Your Sales Strategy Is Not Enough To Win
The vast majority of CPG startups operate as B2B businesses. They don’t interact with their consumers. They aren’t curious about how they receive and use their products. As long as case volumes grow, they’re happy. As long as their wholesale price can float operations and their salary, they’re good.
They rely on their sales staff to grow the business by adding accounts. Then another. Then another. Then another. For them, stable velocities that retain their shelf space are a good enough outcome. They only worry about velocities when they’re declining and threatening access to an account. It’s all about “accounts.”
All the time. And nothing else.
For these kinds of brands, the ‘strategy’ is a theory behind account sequencing based purely on the company’s ability to service the account and the cost of servicing it.
I’m not saying you can’t become a $5-20M business this way, especially if you are a gifted sales negotiator with a good reputation in the conventional retail trade.
You can.
You can even grow bigger than $20M. Look at Waterloo water (the brand is so weak, it took me ten minutes of internet searching to recall the name).
But you’ll never scale the business this way, let alone build a brand that keeps growing at double-digit rates in the nine figures.
Why?
You haven’t got a strategy at all. Your strategy reduces competition to an account-level shelf battle if you even focus on competition. Without a consumer-centric competitive frame, though, you aren’t strategically managing the business at all. A competitive frame forces you to decide on a competitive position in the market tied to some consumer audience, niche, or broad. The anchoring of your thinking in the end consumer is the key difference.
Once every decision is made at the company because it supports a strategy to delight the ideal, predisposed consumers, you have the potential to run an exponential growth brand. Skate Ramp brands draw their exponential growth rate directly from consumer enthusiasm, not from stacking accounts one after the other. However, you must ensure you’ve co-completed the product line with your early consumers. Something is usually off. In most cases, your sales guy can’t help you figure it out because she is NOT in touch with the end consumer.
Look, the retail buyer meetings are over now. Your 2023 fate is set in terms of accounts. There is no better time to step back and update your competitive strategy for exponential growth. If you spend time understanding your fans this winter, use that insight to plan 2023 marketing efforts to build persuasive awareness.
Your sales team will thank you a ton! It’s the best way to take the strategy baton away from them without noticing. Wink.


Description of the task ->
Each line from the one containing "Extract the location" through the last line of the data below should be printed exactly, please, with any pictures omitted.
### Data to process ###
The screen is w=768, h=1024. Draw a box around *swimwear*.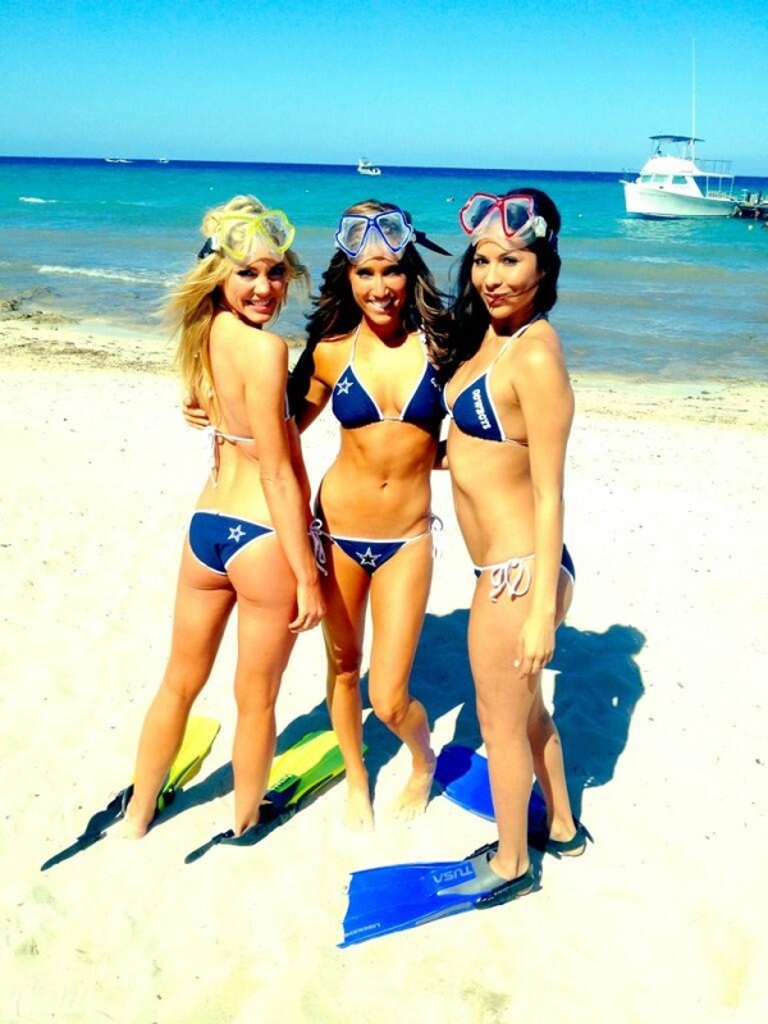
{"left": 470, "top": 543, "right": 573, "bottom": 600}.
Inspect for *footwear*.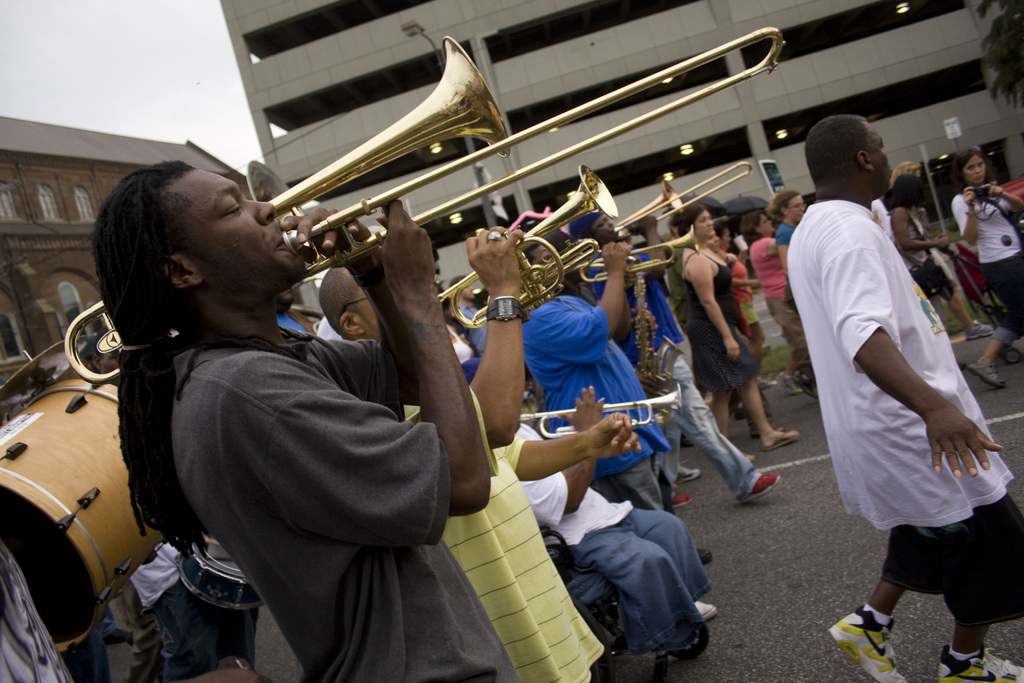
Inspection: select_region(694, 597, 719, 617).
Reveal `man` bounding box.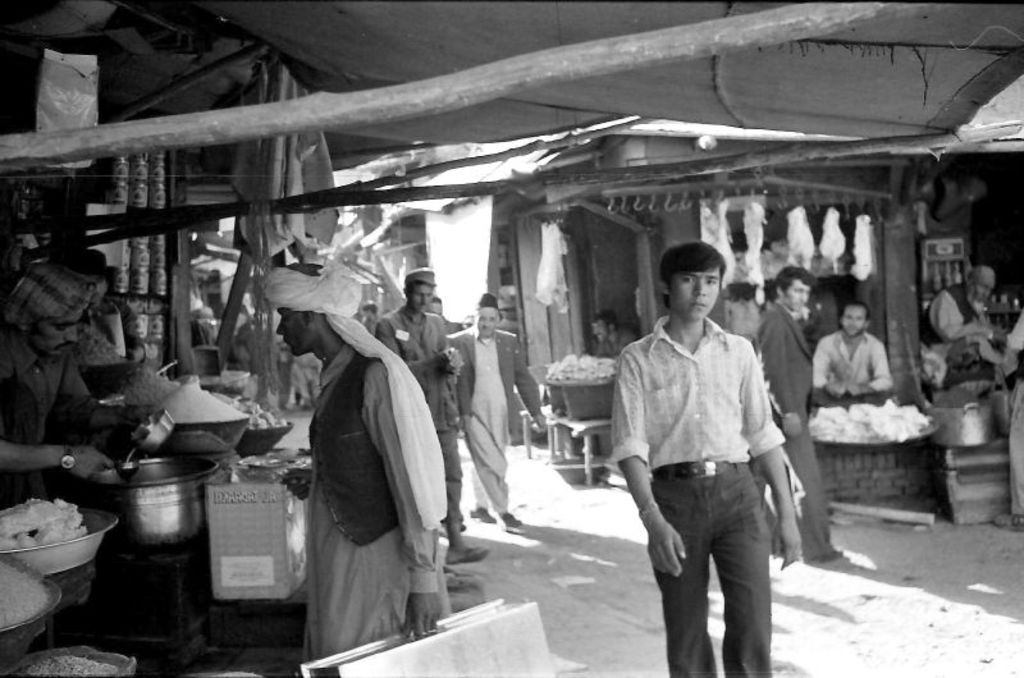
Revealed: locate(0, 261, 160, 509).
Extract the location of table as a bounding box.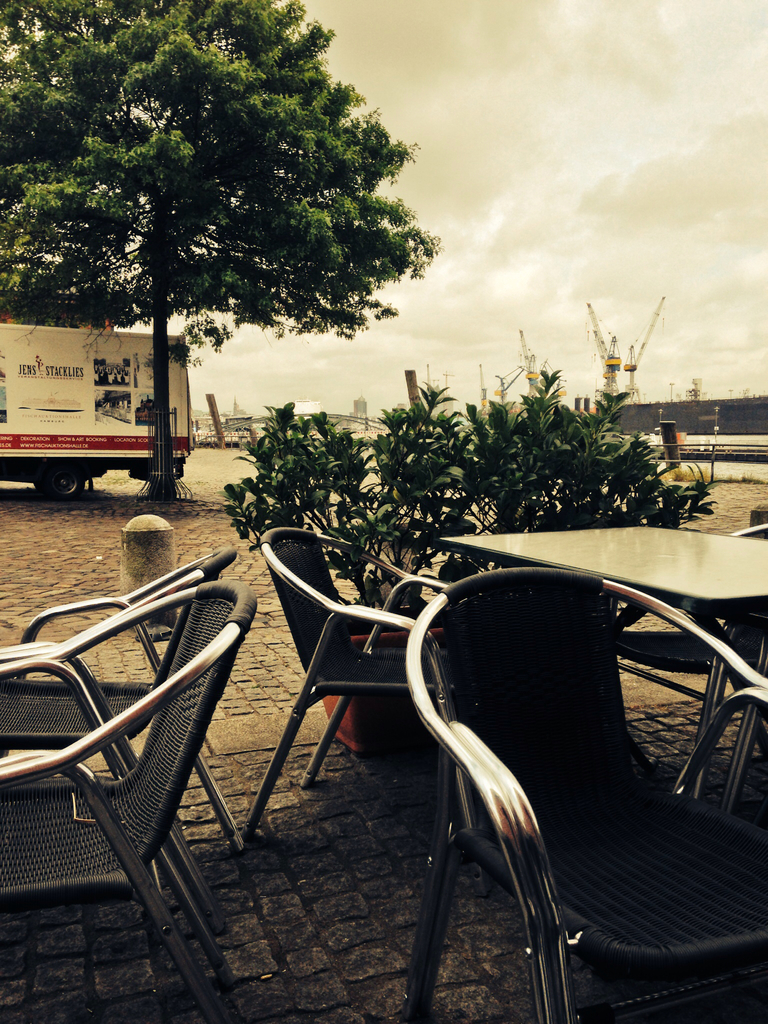
<bbox>429, 511, 767, 816</bbox>.
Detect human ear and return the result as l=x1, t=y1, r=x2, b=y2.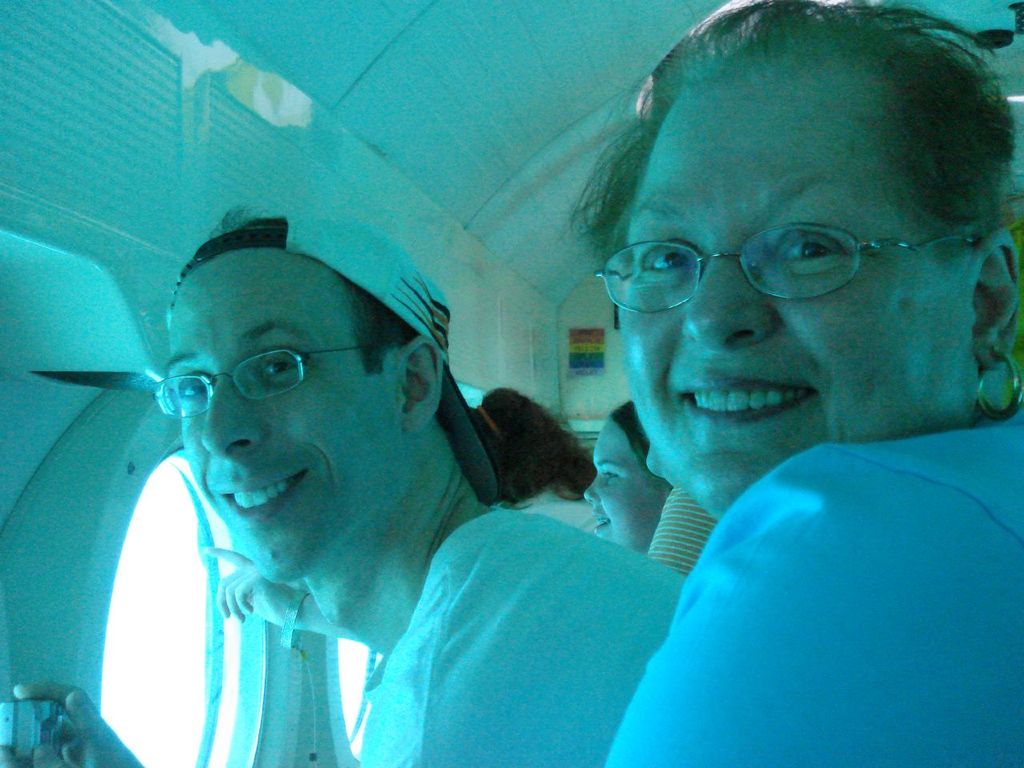
l=406, t=339, r=442, b=429.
###
Task output ->
Extract the location of table as a bounding box.
<bbox>429, 511, 767, 816</bbox>.
Detect human ear and return the result as l=x1, t=y1, r=x2, b=y2.
l=406, t=339, r=442, b=429.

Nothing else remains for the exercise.